Digging deeper, the view under the surface does not look as promising. Whilst not to belittle the significance of this progress, the unfortunate reality is that many of these changes have come about as a necessary reaction to wider social patterns: ones that are making women’s lives harder and more dangerous. 

Much of what has pushed women into work, other than choice, is that they are increasingly finding themselves on their own with children: single mums run 32% per cent of Honduran households. This is largely due to a mixture of the culture of men not taking responsibility for their children, and the number of men who have migrated to other countries, particularly ‘El Norte’ (the US), fleeing gang violence and looking for jobs that are just not available in Honduras. Desperate women, including mums and young, single (and vulnerable) women, are flocking from rural to urban areas to find work, which is scarce in most places. 

Employers know how desperate women are to work, in order to survive and feed their families. The work that women find is often highly discriminatory. They have to put up with receiving significantly lower wages than their male counterparts, often below minimum wage, and employers use ‘flexible working’ as an excuse to ignore workers’ rights. Some women are forced to take pregnancy tests and answer intrusive questions about their personal lives to find employment.

Structures surrounding women’s empowerment have failed to keep up. Whilst women are either choosing or forced to find work, there isn’t childcare support to allow mothers to separate their private and public lives, meaning many have to bring their children to work, or leave them with relatives and neighbours. There hasn’t been the cultural transition of men stepping up to do more domestic work, which results in exhausted women who have been working all day having to come home and still do the cooking, cleaning and childcare, even in houses with male relatives. More women in employment has created a double burden. 

Violence is a common theme that runs through every sector in society. Alongside all of these transitions that women are making, violence creepily follows them out of the home and into the public sphere. Honduras has long harboured a macho culture, which normalises domestic violence, but recently the dominant form of violence has swung into public life. The constantly increasing femicide rate can be partially attributed to the modernisation of women: they are leaving the home more and moving to urban areas, which puts them at far more risk of being a victim of violence. This ranges from violent muggings, to kidnaps, rapes, and murders. It is estimated that now in Honduras around 20 per cent of femicides occur domestically in the home, whereas 60 per cent are due to organised crime, in the public sphere. In other words, women’s changes in lifestyle and movement mean they are getting caught up more easily in the country’s wider crime issues. 

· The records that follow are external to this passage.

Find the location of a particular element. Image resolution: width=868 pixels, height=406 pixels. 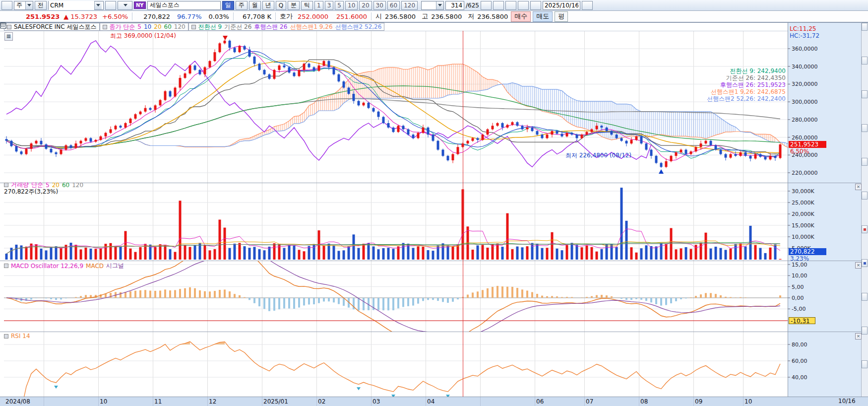

empty-combo is located at coordinates (433, 5).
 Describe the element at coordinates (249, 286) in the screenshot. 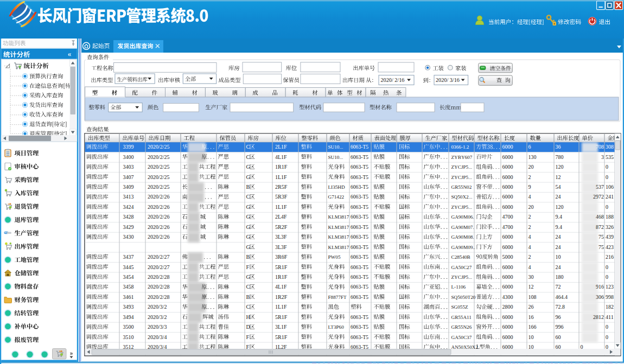

I see `svg-text: C` at that location.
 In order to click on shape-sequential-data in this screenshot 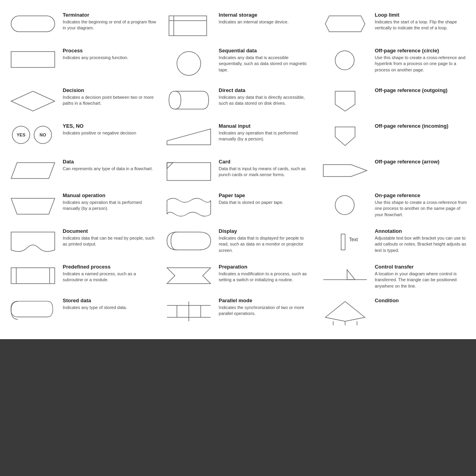, I will do `click(189, 63)`.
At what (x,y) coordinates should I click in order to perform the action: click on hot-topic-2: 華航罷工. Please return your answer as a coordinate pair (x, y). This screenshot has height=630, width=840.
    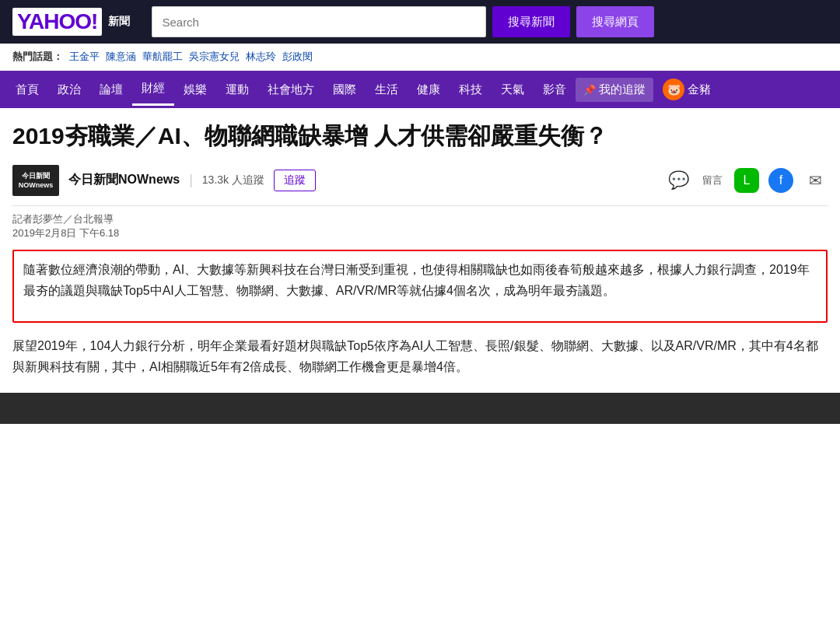
    Looking at the image, I should click on (163, 57).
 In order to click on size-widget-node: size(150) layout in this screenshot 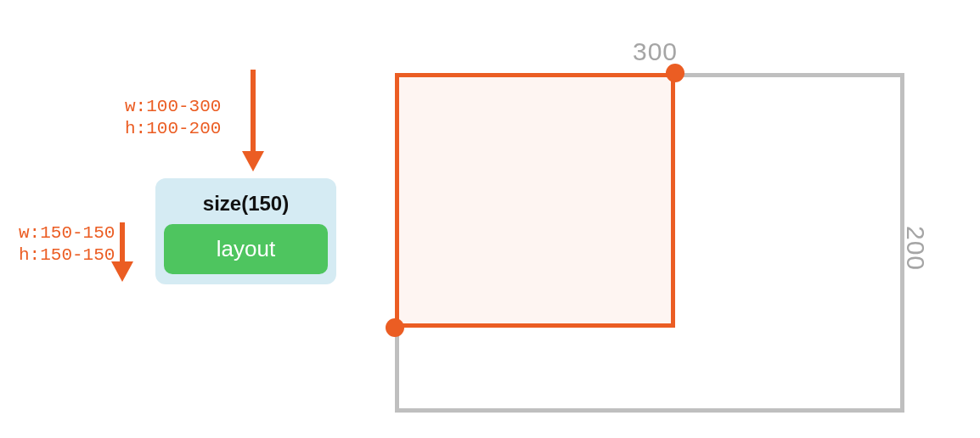, I will do `click(246, 231)`.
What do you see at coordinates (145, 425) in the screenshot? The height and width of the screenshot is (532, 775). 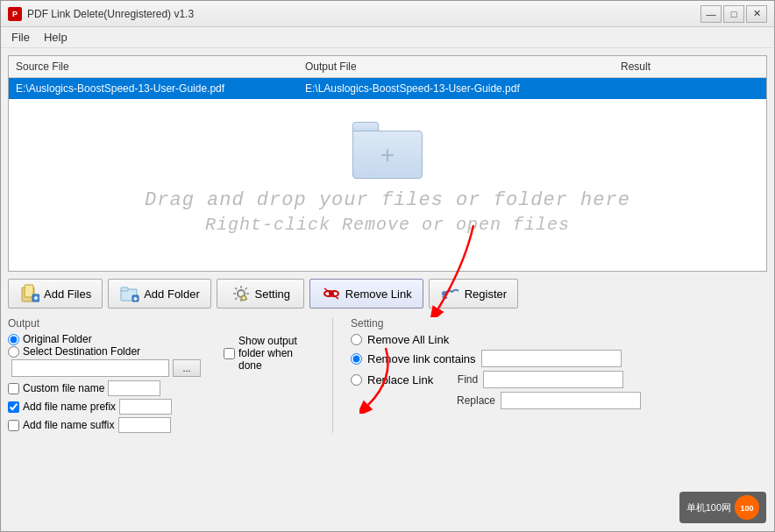 I see `suffix-input` at bounding box center [145, 425].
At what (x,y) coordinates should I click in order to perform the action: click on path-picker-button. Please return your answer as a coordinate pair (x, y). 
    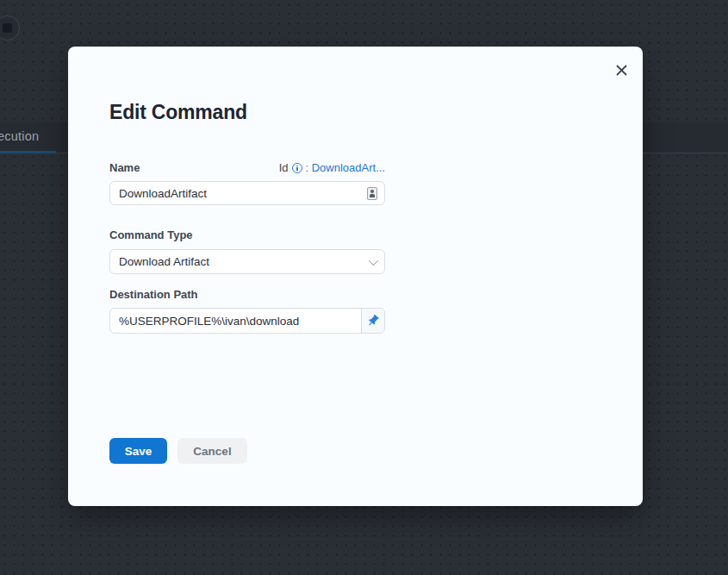
    Looking at the image, I should click on (372, 321).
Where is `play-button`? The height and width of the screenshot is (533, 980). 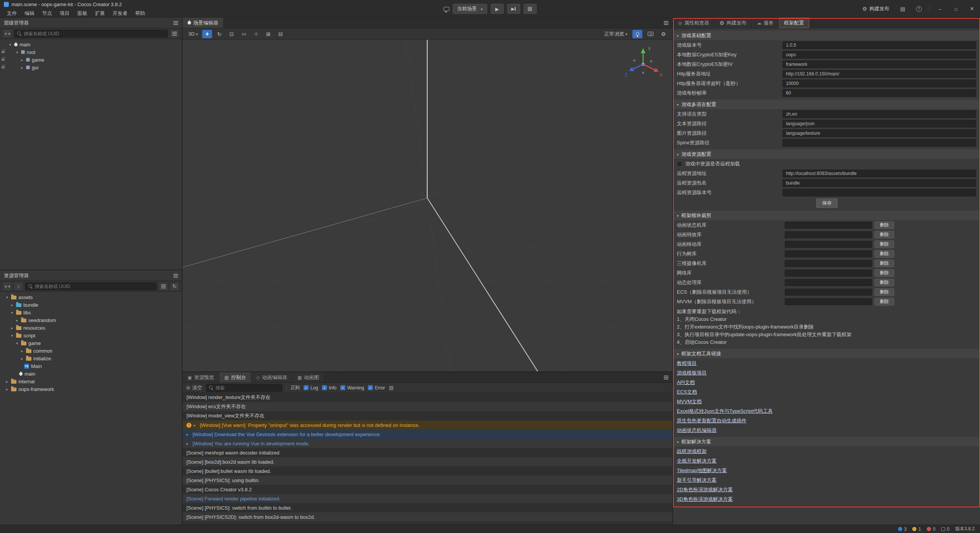
play-button is located at coordinates (497, 9).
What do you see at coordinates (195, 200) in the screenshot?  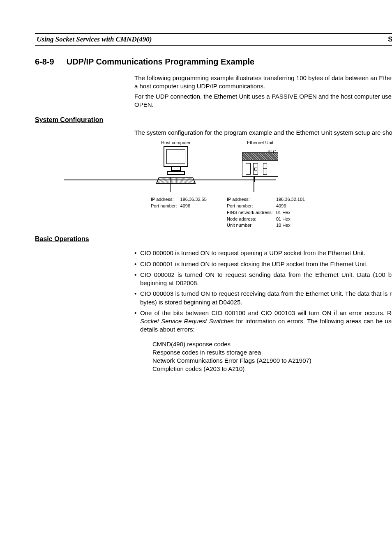 I see `host-spec-ip-val: 196.36.32.55` at bounding box center [195, 200].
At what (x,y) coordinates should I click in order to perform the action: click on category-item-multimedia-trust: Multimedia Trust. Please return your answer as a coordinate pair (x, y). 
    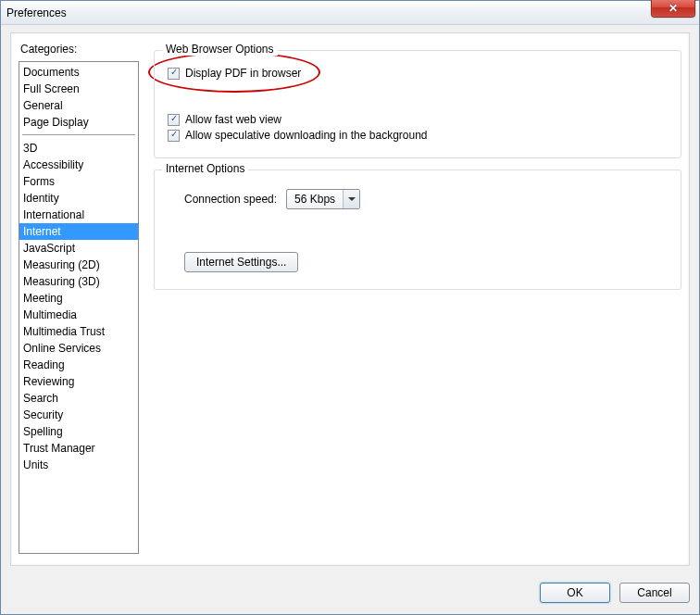
    Looking at the image, I should click on (79, 332).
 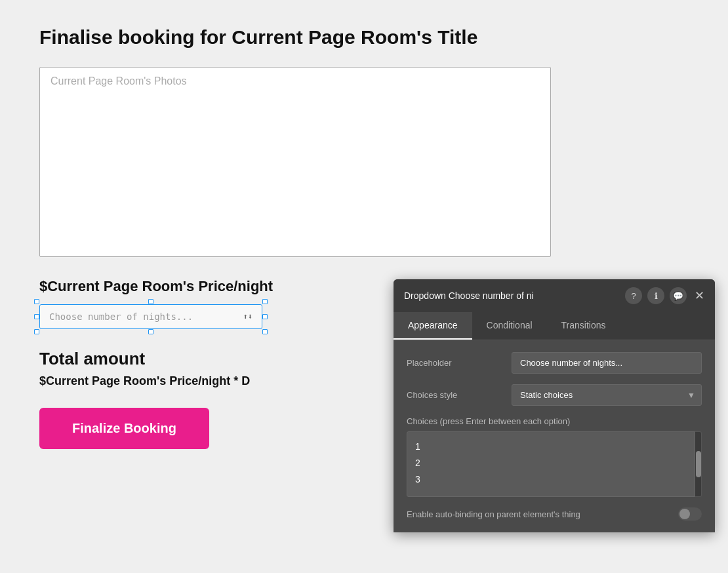 I want to click on dropdown-field: Choose number of nights... ⬆⬇, so click(x=151, y=317).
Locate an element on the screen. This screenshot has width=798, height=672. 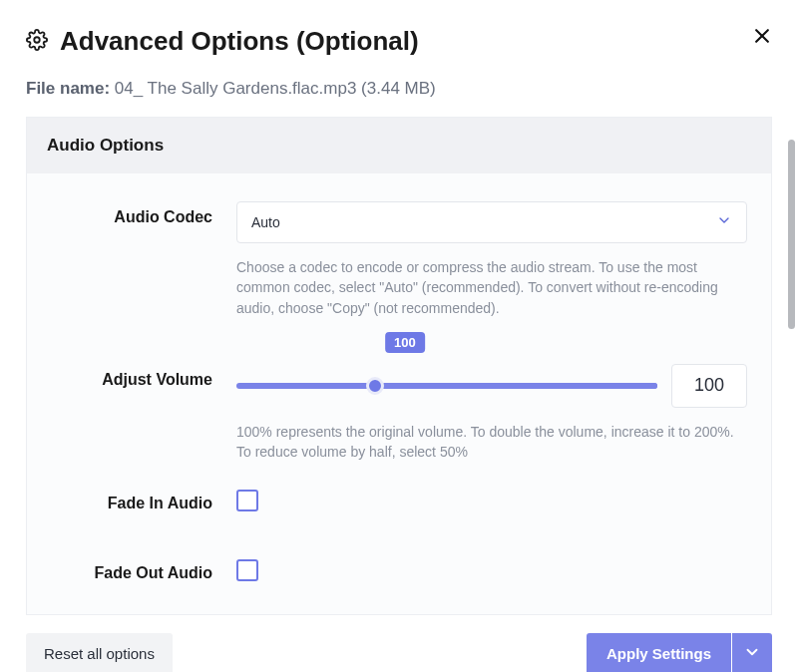
reset-all-options-button: Reset all options is located at coordinates (100, 652).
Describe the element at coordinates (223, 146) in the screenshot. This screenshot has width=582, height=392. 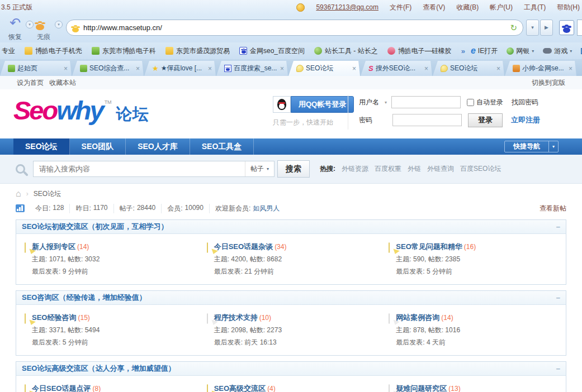
I see `nav-seo-toolbox: SEO工具盒` at that location.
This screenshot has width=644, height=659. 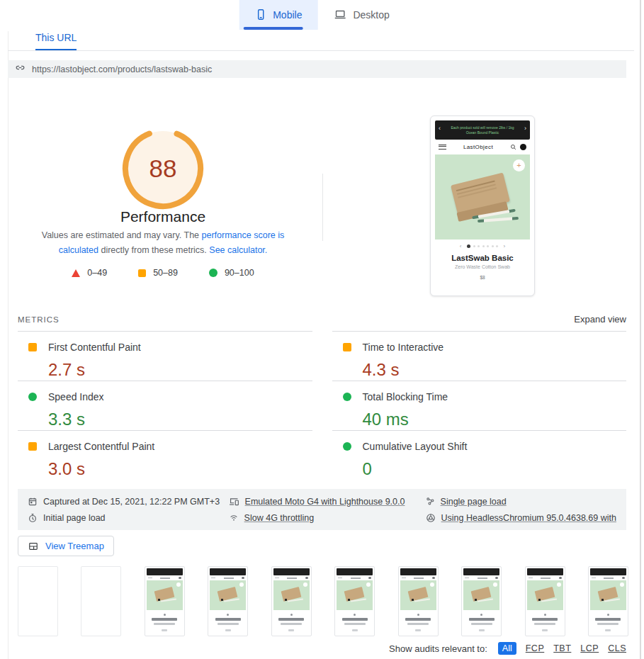 I want to click on filter-lcp: LCP, so click(x=589, y=648).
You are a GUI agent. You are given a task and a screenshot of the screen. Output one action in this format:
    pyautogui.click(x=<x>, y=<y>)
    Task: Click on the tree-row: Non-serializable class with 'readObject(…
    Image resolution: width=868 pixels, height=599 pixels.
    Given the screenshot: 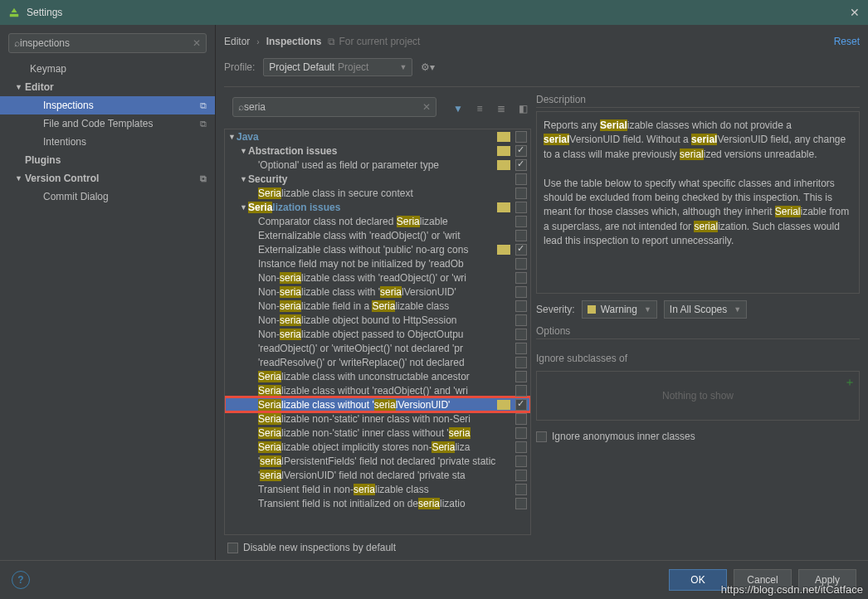 What is the action you would take?
    pyautogui.click(x=378, y=277)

Honduran men too are facing a battle in the world around them, characterised by a lack of opportunities and a sense of frustration and powerlessness to change their situation. The expectations of them as males can put them under huge pressure. This unfortunately often manifests itself through the mirroring and amplifying of the violence escalating around Honduras: the vast majority of crime against women is committed by men.

The consequence of this trend of violence is a back-pedalling in progress of women’s struggles to gain equal social status as men. The surge in violence is intimidating women into avoiding the already difficult transition into public life, discouraging their participation where it is needed more than ever to curb the downward spiral Honduras is being sucked into. 

Women selling food in the street in La Esperanza

Development is rarely straight-forward, and the case of women in Honduras demonstrates the many societal factors that mix together to spur-on or halt progress. Whilst things may look simple on one side of the equation, interlinking influences can make them a lot more complicated than they seem. Women are facing the increasing threat of violence in public as a huge barrier to their collective move towards breaking out of traditional social confines, where there has been some form of progress in reducing violence in their homes. Although these alternative restrictions of violence are paralysing, Honduran women are continuing the struggle against their society to knock down the obstacles they face on a daily basis.